Climate change makes front-line for the economy bottom-line

Ugandan coffee farmers are enjoying a brief respite in the last three years due to a remarkable recovery in global coffee prices. The cause, a triple pain inflicted on the global coffee supply; First frost conditions in Brazil followed by sub-optimal conditions. Second, Vietnam’s large base of 20 million bags is slowly shrinking partly due to the conversion of land use to more profitable rubber trees and aging coffee trees.

Most of the domestic coffee planting campaigns focus on the first seven years of production, where the coffee bush is young, lush, and vibrant. It is only recently that coffee stumping and systematic fortification of soils are taking root. 

Third, the marginalised countries in the coffee chain including Uganda are challenging the conventional orthodoxy of western markets where farmers produce, bear the risk of price volatility, and now with climate change the horrendous rise in farmer inputs. They want more for their coffee. 

In the case of Uganda, the Vietnam problem is a good one, as it allows Uganda breathing space to position its finer robustas in the Far East as it already has re-entered Southern Europe.

Other reasons are more complicated. 

Palate appreciation of coffee varies from region to region. American coffee roasters market robusta using “masking methods” to arabicise the taste of most coffee brews. There isn’t simply enough robusta to go around.

In Uganda’s favour which earned $768 million from coffee in 2020/2021, is attention to robusta. Shrinking global inventories have limited stockpiling. Third-party buyers from the Middle East are arriving in the country unhappy with margins our robusta buyers, Egypt and Sudan are piling on our coffee.

Kenya next door is noticing. Coffee next door was invaded by three developments. First was the auction system that focused on the market more than the entire value chain. Second has been the mega-expansion of the Nairobi megalopolis; Nairobi is now a global 20 city stretching deep into Kiambu, Kajiado, and Machakos counties.

Most of the shiny mansions and bungalows being marketed are outside Nairobi Province. Visitors to Nairobi including well-heeled Ugandans buying in Ngong don’t realise they are buying outside “city” limits.  Starbucks, the market leader in specialty coffee is bowing to the obvious and has entered the soluble coffee industry dominated by low-grade, small-screen robustas and coffee blacks.

But just like most of Uganda’s second biggest foreign exchange earner, tourism is functioning on auto-pilot, Uganda in the 2022/2023 Financial Year decided to transfer resources from NAADS to the Parish Model.

In the near-final reorganisation plan, it is proposing to fold UCDA, recently enhanced under the National Coffee Act, back into the Ministry of Agriculture.

The agriculture sub-sector comprises food, cash crops, extension services, and value-addition. For a sector that contributes 40 percent of GDP; is the largest employer and source of food, it has been running on “a reduced budget” as Uganda comes to terms with a decade of runaway borrowing to service domestic and external debt. Kenya in 2017 folded the Coffee Board into the Commodities Board and saw coffee production plunge. Uganda may make a big mistake folding coffee back into the ministry.

Outside the knowns, climate change is already putting a strain on the coffee industry. The weatherman is cagey, but its official rainfall totals countrywide with the exception of 2020 have been in decline since 2010.

The decline has been felt more in the lake region which continues to report sub-optimal totals. In the western region, still largely undisturbed ecosystems, they are reporting falling rainfall which has only been mitigated by fast-growing annuals, maize that is replacing millet and other natural fibers. The generous offering of bananas; a perennial crop is masking the falling production of beans, and groundnuts.

Most vegetables being carted to urban centres can only grow under heavy chemicals in wetlands as normal precipitation cannot support them. For coffee, where water is the fuel, the factory of the tree is an area where desktop decisions may lead to dangerous outcomes. Coffee enjoys a unique status as the most democratic crop, whose benefits are spread from the farm to the cup.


→ **WORK TASK**: Where does the string "Dawn" occur in the records below? Copy every line that holds it.

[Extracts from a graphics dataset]
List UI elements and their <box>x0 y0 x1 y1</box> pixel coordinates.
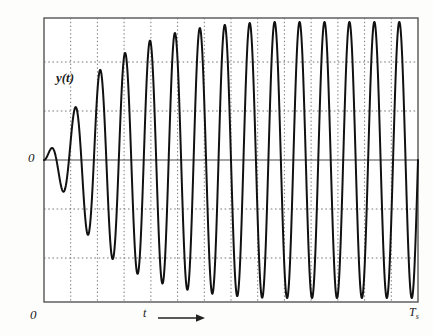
oscillation-figure: y(t) 0 0 t Ts <box>0 0 433 336</box>
time-axis-label: t <box>143 306 146 321</box>
y-axis-zero-label: 0 <box>28 150 35 166</box>
origin-zero-label: 0 <box>30 307 37 323</box>
end-time-label: Ts <box>409 305 419 321</box>
time-axis-arrow <box>158 314 205 322</box>
end-time-subscript: s <box>416 312 419 321</box>
plot-canvas <box>0 0 433 336</box>
end-time-base: T <box>409 305 416 319</box>
y-signal-label: y(t) <box>56 70 74 86</box>
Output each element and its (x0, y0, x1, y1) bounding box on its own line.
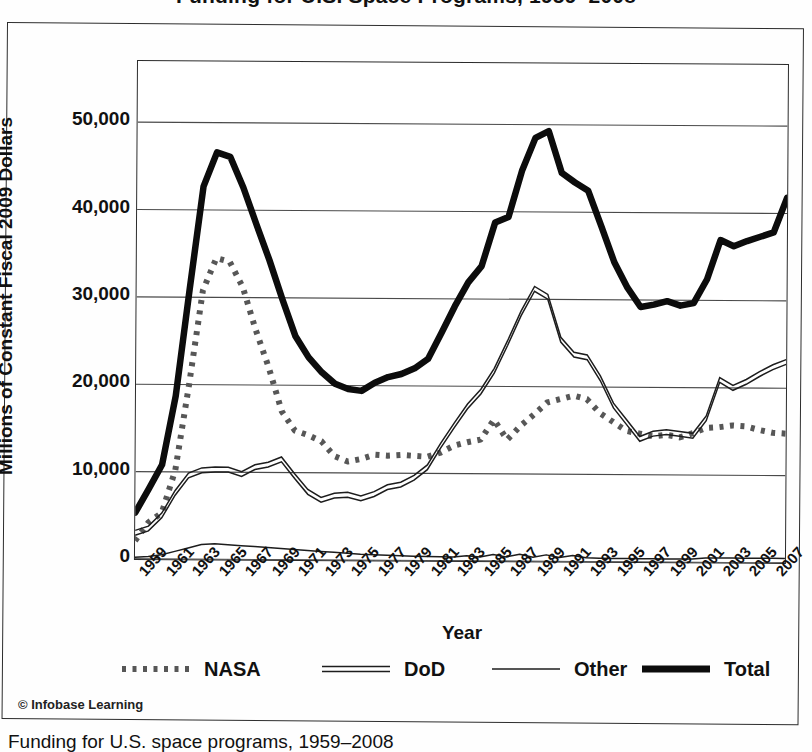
plot-area (134, 60, 789, 564)
legend-item-other: Other (490, 652, 627, 686)
legend-label: Total (724, 658, 770, 681)
y-axis-tick-labels: 010,00020,00030,00040,00050,000 (18, 60, 130, 560)
y-axis-tick-label: 40,000 (30, 196, 130, 218)
series-line-dod (135, 284, 786, 534)
gridline (137, 210, 787, 214)
y-axis-tick-label: 50,000 (30, 108, 130, 130)
legend-item-total: Total (640, 652, 770, 686)
gridline (138, 122, 788, 126)
y-axis-tick-label: 20,000 (30, 370, 130, 392)
x-axis-title: Year (137, 622, 787, 644)
legend-label: NASA (204, 658, 261, 681)
x-axis-tick-labels: 1959196119631965196719691971197319751977… (137, 566, 792, 624)
legend-swatch-other (490, 659, 562, 679)
legend-item-nasa: NASA (120, 652, 261, 686)
gridlines (135, 122, 788, 563)
legend-swatch-nasa (120, 659, 192, 679)
legend-swatch-dod (320, 659, 392, 679)
gridline (136, 384, 786, 388)
y-axis-tick-label: 0 (30, 545, 130, 567)
y-axis-tick-label: 30,000 (30, 283, 130, 305)
figure-caption: Funding for U.S. space programs, 1959–20… (8, 733, 394, 752)
legend-label: Other (574, 658, 627, 681)
series-line-total (135, 129, 787, 517)
legend-item-dod: DoD (320, 652, 445, 686)
legend-swatch-total (640, 659, 712, 679)
chart-legend: NASADoDOtherTotal (120, 652, 780, 686)
legend-label: DoD (404, 658, 445, 681)
figure-caption-clip: Funding for U.S. space programs, 1959–20… (0, 733, 812, 752)
page-title: Funding for U.S. Space Programs, 1959–20… (0, 0, 812, 8)
copyright-notice: © Infobase Learning (18, 697, 143, 712)
chart-title-strip: Funding for U.S. Space Programs, 1959–20… (0, 0, 812, 18)
chart-canvas (135, 61, 788, 563)
y-axis-tick-label: 10,000 (30, 458, 130, 480)
scanned-page: Funding for U.S. Space Programs, 1959–20… (0, 0, 812, 752)
y-axis-title: Millions of Constant Fiscal 2009 Dollars (0, 36, 17, 556)
data-series-layer (135, 129, 788, 562)
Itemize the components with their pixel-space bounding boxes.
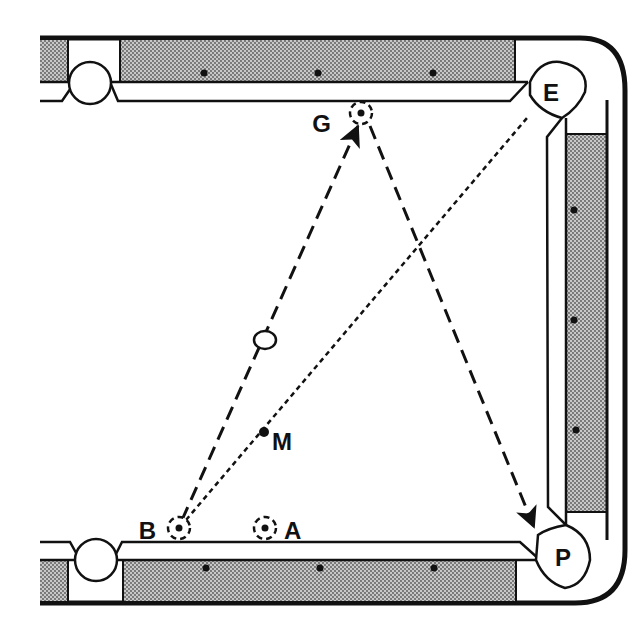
point-M: M — [259, 427, 292, 455]
path-B-to-E — [186, 118, 527, 520]
diamond-icon — [573, 427, 580, 434]
diamond-icon — [315, 70, 322, 77]
midpoint-dot — [259, 427, 269, 437]
top-side-pocket — [69, 62, 111, 104]
right-rail — [547, 100, 607, 540]
point-G: G — [312, 102, 372, 137]
point-B: B — [139, 517, 190, 544]
pocket-E: E — [530, 62, 586, 118]
top-rail — [40, 40, 528, 104]
open-ball — [254, 331, 276, 349]
bottom-rail — [40, 539, 540, 601]
path-G-to-P — [370, 126, 534, 527]
pocket-label-E: E — [543, 79, 559, 106]
table-frame — [40, 38, 625, 603]
right-rail-cushion — [566, 134, 607, 512]
point-A: A — [254, 517, 301, 544]
diamond-icon — [317, 565, 324, 572]
pocket-label-P: P — [555, 544, 571, 571]
billiard-diagram: E P G B A M — [0, 0, 639, 642]
ball-cue — [254, 331, 276, 349]
diamond-icon — [203, 565, 210, 572]
diamond-icon — [571, 317, 578, 324]
bottom-side-pocket — [75, 539, 117, 581]
shot-paths — [182, 118, 534, 527]
top-left-rail-stub — [40, 40, 68, 82]
bottom-left-rail-stub — [40, 560, 68, 601]
point-label-A: A — [284, 517, 301, 544]
diamond-icon — [430, 70, 437, 77]
pocket-P: P — [536, 525, 590, 588]
diamond-icon — [571, 207, 578, 214]
point-label-G: G — [312, 110, 331, 137]
path-B-to-G — [182, 126, 358, 520]
diamond-icon — [431, 565, 438, 572]
point-label-M: M — [272, 428, 292, 455]
point-label-B: B — [139, 517, 156, 544]
diamond-icon — [201, 70, 208, 77]
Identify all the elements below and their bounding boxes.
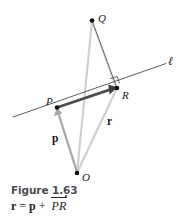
vector-r-line: [77, 89, 117, 173]
point-dot-o: [75, 171, 80, 176]
point-dot-r: [115, 86, 120, 91]
formula-plus: +: [36, 199, 49, 214]
vector-arrowhead-icon: [65, 195, 68, 197]
point-dot-p: [55, 105, 60, 110]
formula-equals: =: [16, 199, 29, 214]
figure-1-63: Q P R O ℓ p r Figure 1.63 r = p + PR: [0, 0, 183, 222]
caption-formula: r = p + PR: [11, 199, 176, 214]
point-label-r: R: [122, 90, 129, 101]
vector-label-p: p: [52, 133, 58, 145]
formula-term-pr-vector: PR: [51, 199, 68, 214]
figure-caption: Figure 1.63 r = p + PR: [11, 184, 176, 214]
caption-title: Figure 1.63: [11, 184, 176, 197]
vector-label-r: r: [107, 116, 112, 128]
point-label-o: O: [82, 172, 90, 183]
formula-term-p: p: [29, 199, 36, 214]
point-label-p: P: [46, 96, 53, 107]
point-label-q: Q: [98, 13, 106, 24]
vector-overbar: [51, 197, 68, 198]
point-dot-q: [90, 18, 95, 23]
line-ell: [13, 64, 166, 118]
line-label-ell: ℓ: [168, 55, 173, 67]
formula-term-pr: PR: [52, 199, 67, 213]
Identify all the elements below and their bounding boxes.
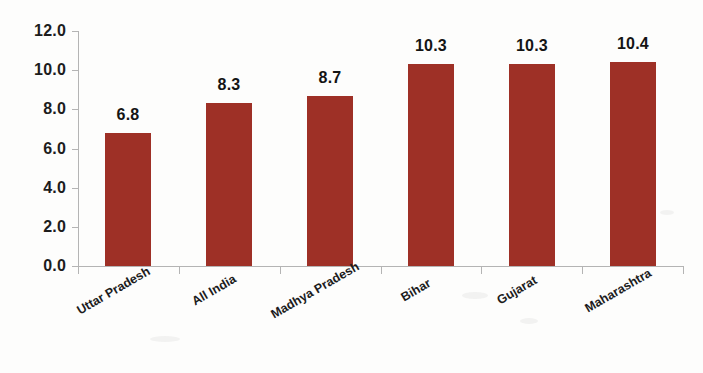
y-axis-tick-label: 0.0 — [2, 258, 66, 274]
paper-speck — [462, 292, 488, 299]
x-axis-category-label: Maharashtra — [583, 267, 654, 315]
y-axis-tick-label-wrap: 12.0 — [0, 31, 70, 32]
bar — [307, 96, 353, 266]
y-axis-tick — [72, 188, 79, 189]
x-axis-tick — [683, 266, 684, 274]
bar — [105, 133, 151, 266]
y-axis-tick-label-wrap: 4.0 — [0, 188, 70, 189]
bar — [610, 62, 656, 266]
x-axis-tick — [78, 266, 79, 274]
y-axis-tick — [72, 227, 79, 228]
x-axis-tick — [381, 266, 382, 274]
y-axis-tick-label: 6.0 — [2, 141, 66, 157]
bar-value-label: 10.3 — [391, 38, 471, 54]
bar — [206, 103, 252, 266]
bar-value-label: 6.8 — [88, 107, 168, 123]
y-axis-tick-label-wrap: 0.0 — [0, 266, 70, 267]
y-axis-tick — [72, 109, 79, 110]
paper-speck — [660, 210, 674, 215]
bar-chart: 0.02.04.06.08.010.012.0 6.88.38.710.310.… — [0, 0, 703, 373]
bar — [509, 64, 555, 266]
y-axis-tick-label-wrap: 6.0 — [0, 149, 70, 150]
bar-value-label: 10.3 — [492, 38, 572, 54]
x-axis-tick — [481, 266, 482, 274]
y-axis-tick-label: 10.0 — [2, 62, 66, 78]
y-axis-tick — [72, 31, 79, 32]
y-axis-tick-label: 4.0 — [2, 180, 66, 196]
y-axis-tick-label-wrap: 10.0 — [0, 70, 70, 71]
x-axis-category-label: Uttar Pradesh — [75, 265, 152, 317]
x-axis-category-label: Gujarat — [495, 274, 539, 307]
y-axis-tick-label: 8.0 — [2, 101, 66, 117]
y-axis-tick — [72, 70, 79, 71]
bar-value-label: 8.7 — [290, 70, 370, 86]
y-axis-tick-label: 2.0 — [2, 219, 66, 235]
x-axis-category-label: All India — [190, 273, 238, 308]
y-axis-tick-label-wrap: 2.0 — [0, 227, 70, 228]
y-axis-tick — [72, 149, 79, 150]
bar — [408, 64, 454, 266]
x-axis-category-label: Madhya Pradesh — [269, 260, 361, 320]
paper-speck — [150, 336, 180, 342]
bar-value-label: 10.4 — [593, 36, 673, 52]
x-axis-category-label: Bihar — [399, 277, 433, 304]
x-axis-tick — [179, 266, 180, 274]
y-axis-tick-label-wrap: 8.0 — [0, 109, 70, 110]
x-axis-tick — [582, 266, 583, 274]
paper-speck — [520, 318, 538, 324]
y-axis-tick-label: 12.0 — [2, 23, 66, 39]
bar-value-label: 8.3 — [189, 77, 269, 93]
x-axis-tick — [280, 266, 281, 274]
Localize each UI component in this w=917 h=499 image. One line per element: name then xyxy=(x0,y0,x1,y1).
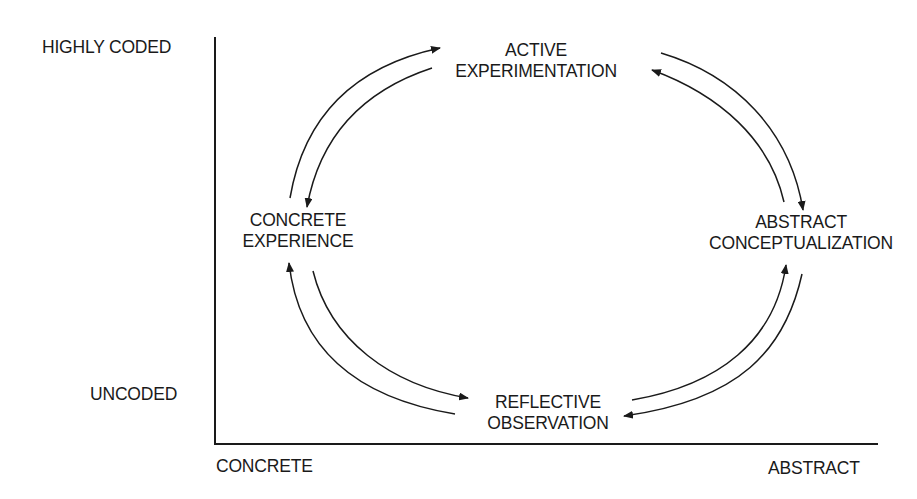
arrow-reflective-to-concrete xyxy=(289,263,455,414)
arrow-active-to-abstract xyxy=(661,53,803,210)
arrow-active-to-concrete xyxy=(307,68,432,207)
arrow-reflective-to-abstract xyxy=(632,265,786,400)
learning-cycle-diagram: HIGHLY CODED UNCODED CONCRETE ABSTRACT A… xyxy=(0,0,917,499)
arrow-concrete-to-active xyxy=(290,48,440,198)
arrow-concrete-to-reflective xyxy=(313,271,468,398)
arrow-abstract-to-active xyxy=(652,70,784,202)
cycle-arrows xyxy=(0,0,917,499)
arrow-abstract-to-reflective xyxy=(624,274,802,416)
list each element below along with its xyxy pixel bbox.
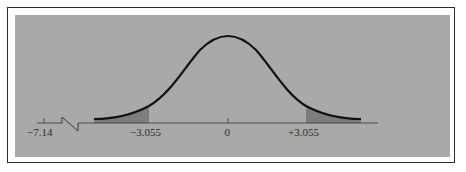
label-center: 0	[225, 126, 231, 138]
label-left-critical: −3.055	[130, 126, 161, 138]
normal-curve-diagram: −7.14 −3.055 0 +3.055	[0, 0, 466, 172]
right-tail-shaded-region	[306, 106, 361, 123]
left-tail-shaded-region	[94, 106, 149, 123]
axis-break-icon	[62, 117, 78, 131]
label-right-critical: +3.055	[288, 126, 319, 138]
normal-curve	[94, 36, 361, 119]
label-far-left: −7.14	[27, 126, 53, 138]
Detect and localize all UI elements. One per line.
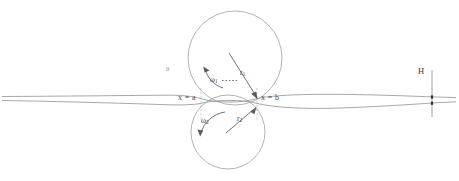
label-x-equals-b: x = b [261, 94, 280, 102]
upper-roll [188, 11, 282, 105]
label-H: H [418, 67, 424, 76]
label-omega-2: ω2 [201, 117, 209, 126]
strip-upper-surface [2, 95, 201, 98]
label-omega-1-subscript: 1 [215, 78, 218, 84]
label-omega-1: ω1 [210, 76, 218, 85]
strip-lower-surface [2, 101, 201, 105]
label-r-1-subscript: 1 [243, 71, 246, 77]
radius-1-arrow-head [251, 92, 257, 100]
label-omega-2-subscript: 2 [206, 119, 209, 125]
strip-upper-surface-exit [257, 94, 456, 98]
omega-2-arrow-head [197, 129, 203, 136]
label-r-1: r1 [240, 69, 245, 78]
label-r-2: r2 [237, 115, 242, 124]
omega-1-arrow-head [203, 67, 209, 73]
figure-canvas [0, 0, 459, 181]
rolling-mill-figure: x = a x = b ω1 r1 ω2 r2 H θ [0, 0, 459, 181]
label-theta: θ [166, 66, 169, 73]
strip-lower-surface-exit [257, 102, 456, 109]
label-x-equals-a: x = a [178, 94, 196, 102]
label-r-2-subscript: 2 [240, 117, 243, 123]
radius-2-arrow-head [250, 107, 256, 114]
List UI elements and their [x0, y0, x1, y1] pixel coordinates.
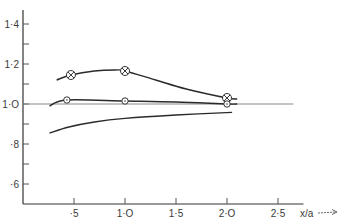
x-tick-label: ·5 [70, 208, 79, 219]
y-tick-label: 1·O [2, 99, 19, 110]
series-line [50, 100, 238, 106]
marker-dot [124, 100, 126, 102]
marker-dot [226, 103, 228, 105]
x-tick-label: 1·5 [169, 208, 184, 219]
marker-dot [66, 99, 68, 101]
x-tick-label: 2·5 [271, 208, 286, 219]
series-line [57, 70, 238, 99]
open-circle-marker [64, 97, 70, 103]
series-group [50, 67, 238, 134]
open-circle-marker [122, 98, 128, 104]
y-tick-label: ·6 [10, 179, 19, 190]
x-axis-label: x/a [300, 208, 314, 219]
y-tick-label: ·8 [10, 139, 19, 150]
crossed-circle-marker [66, 71, 75, 80]
x-tick-label: 2·O [219, 208, 236, 219]
crossed-circle-marker [121, 67, 130, 76]
chart: ·6·81·O1·21·4·51·O1·52·O2·5 x/a [0, 0, 342, 221]
x-tick-label: 1·O [117, 208, 134, 219]
y-tick-label: 1·2 [5, 59, 20, 70]
open-circle-marker [224, 101, 230, 107]
axes: ·6·81·O1·21·4·51·O1·52·O2·5 [2, 10, 303, 219]
x-axis-arrow-icon [318, 210, 337, 215]
series-line [50, 112, 233, 133]
y-tick-label: 1·4 [5, 19, 20, 30]
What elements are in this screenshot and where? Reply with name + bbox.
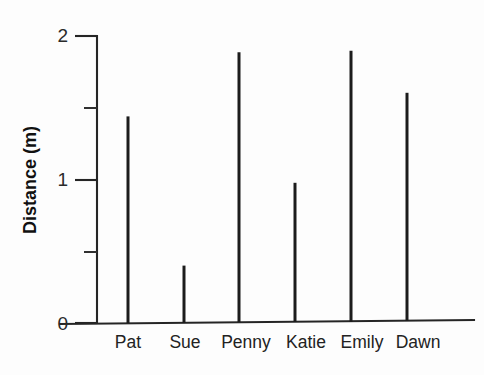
x-label-penny: Penny xyxy=(221,332,271,352)
y-tick-label-1: 1 xyxy=(57,169,68,190)
x-label-sue: Sue xyxy=(169,332,200,352)
x-label-dawn: Dawn xyxy=(396,332,441,352)
y-tick-label-0: 0 xyxy=(57,313,68,334)
distance-bar-chart: 2 1 0 Distance (m) Pat Sue Penny Katie E… xyxy=(0,0,484,375)
y-tick-label-2: 2 xyxy=(57,25,68,46)
y-axis-title: Distance (m) xyxy=(20,126,40,234)
x-axis-line xyxy=(60,320,474,324)
y-axis-major-ticks xyxy=(75,36,97,323)
x-label-katie: Katie xyxy=(286,332,326,352)
x-label-pat: Pat xyxy=(115,332,141,352)
chart-container: 2 1 0 Distance (m) Pat Sue Penny Katie E… xyxy=(0,0,484,375)
x-axis-category-labels: Pat Sue Penny Katie Emily Dawn xyxy=(115,332,441,352)
bar-series xyxy=(128,51,407,323)
x-label-emily: Emily xyxy=(341,332,384,352)
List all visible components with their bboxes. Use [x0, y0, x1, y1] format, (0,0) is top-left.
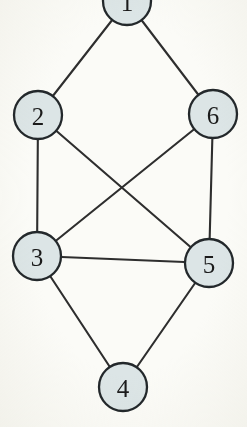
- edge-layer: [37, 1, 213, 387]
- graph-node-label-3: 3: [31, 244, 44, 271]
- graph-node-4[interactable]: 4: [99, 363, 147, 411]
- graph-diagram: 126354: [0, 0, 247, 427]
- graph-node-label-6: 6: [207, 102, 220, 129]
- graph-node-label-5: 5: [203, 251, 216, 278]
- graph-node-label-1: 1: [121, 0, 134, 16]
- graph-edge-3-5: [37, 256, 209, 263]
- graph-node-6[interactable]: 6: [189, 90, 237, 138]
- graph-node-label-2: 2: [32, 103, 45, 130]
- node-layer: 126354: [13, 0, 237, 411]
- graph-node-2[interactable]: 2: [14, 91, 62, 139]
- graph-node-label-4: 4: [117, 375, 130, 402]
- graph-edge-6-3: [37, 114, 213, 256]
- graph-node-5[interactable]: 5: [185, 239, 233, 287]
- graph-node-3[interactable]: 3: [13, 232, 61, 280]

→ **ANSWER TO THE PROBLEM**:
x-label-dawn: Dawn xyxy=(396,332,441,352)
x-axis-category-labels: Pat Sue Penny Katie Emily Dawn xyxy=(115,332,441,352)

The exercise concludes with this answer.